The Object-Oriented Thought Process, Second Edition will lay the foundation in object-oriented concepts and then explain how various object technologies are used. Author Matt Weisfeld introduces object-oriented concepts, then covers abstraction, public and private classes, reusing code, and devloping frameworks. Later chapters cover building objects that work with XML, databases, and distributed systems (including EJBs, .NET, Web Services and more).Throughout the book Matt uses UML, the standard language for modeling objects, to provide illustration and examples of each concept.
Customer Reviews
Average Rating:
Rating: - I finally get it!
This book is wonderful for someone is is thinking about OO. I code in PHP and have struggled through different coding books on how to implement OO in my designs. Those books showed me how, but never showed me the why. This is the first book that I've found that takes a step back and looks at OO for an abstract view that lets you better appreciate the practical view. For those starting in OO design, this book should be prerequisite reading before any specific lines of code are written. I would ... Read More
Rating: - Excellent!
Many books on programming include chapters on OOP, this book is different.
It's not a programming book - but a book on thinking in OO and in my opinion, does a great job of it. There's some code (generally java) used to illustrate concepts - although the subtext on the cover mentions Java and .NET - neither are needed to understand the book.

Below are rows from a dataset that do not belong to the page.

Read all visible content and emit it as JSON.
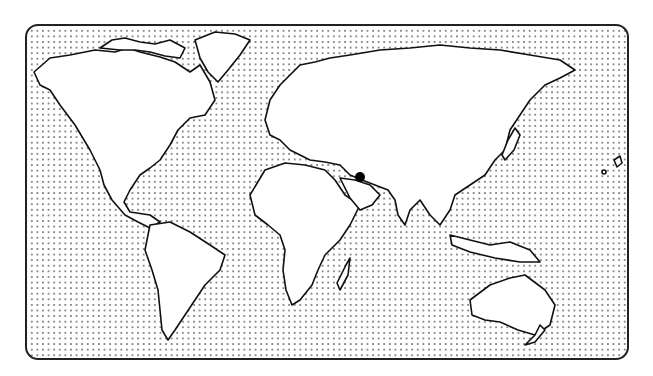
{
  "map": {
    "type": "world-outline",
    "style": "dotted-ocean",
    "ocean_pattern_color": "#8a8a8a",
    "land_fill": "#ffffff",
    "outline_color": "#111111",
    "marker": {
      "icon": "location-dot-icon",
      "color": "#000000",
      "approx_location": "Persian Gulf / Iran region",
      "x": 360,
      "y": 177
    },
    "regions": [
      "North America",
      "South America",
      "Greenland",
      "Europe",
      "Africa",
      "Asia",
      "Australia",
      "New Zealand",
      "Madagascar",
      "Japan",
      "Indonesia"
    ]
  }
}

The book starts with the big picture and then drills down into specifics. I'm not always a fan of a spiral approach but in this case it really works. ... Read More
Rating: - Just great!
This book is the OOP concepts starting point with clear definitions of oop terms and practices. Just don't try to get into oop without getting the idea first.
Rating: - Only explanation of OOP that made sense to me
I am a relative newcomer to object-oriented programming (OOP), though I am an experienced programmer in non-OOP languages (Fortran 90, IDL). I've had several people try to explain to me what OOP is and isn't, but thier explanations never made sense. I picked this book up and read it and everything clicked the first time through. The author does a great job of explaining OOP and why it is important.
I highly recommend reading this book cover-to-cover BEFORE learning an OOP language. And, ... Read More
Rating: - Excellent Book
This is an excellent book. Its perfect for anybody looking for a book to get a little further insight into how object oriented concepts are used. I have read a few reference books that describe object oriented concepts such as classes, interfaces, objects, ect. And although they explain the concepts and how to code them they do not go to far in regards to the underlining meaning of the concepts and how they all fit together or how to use them. This is what the books about.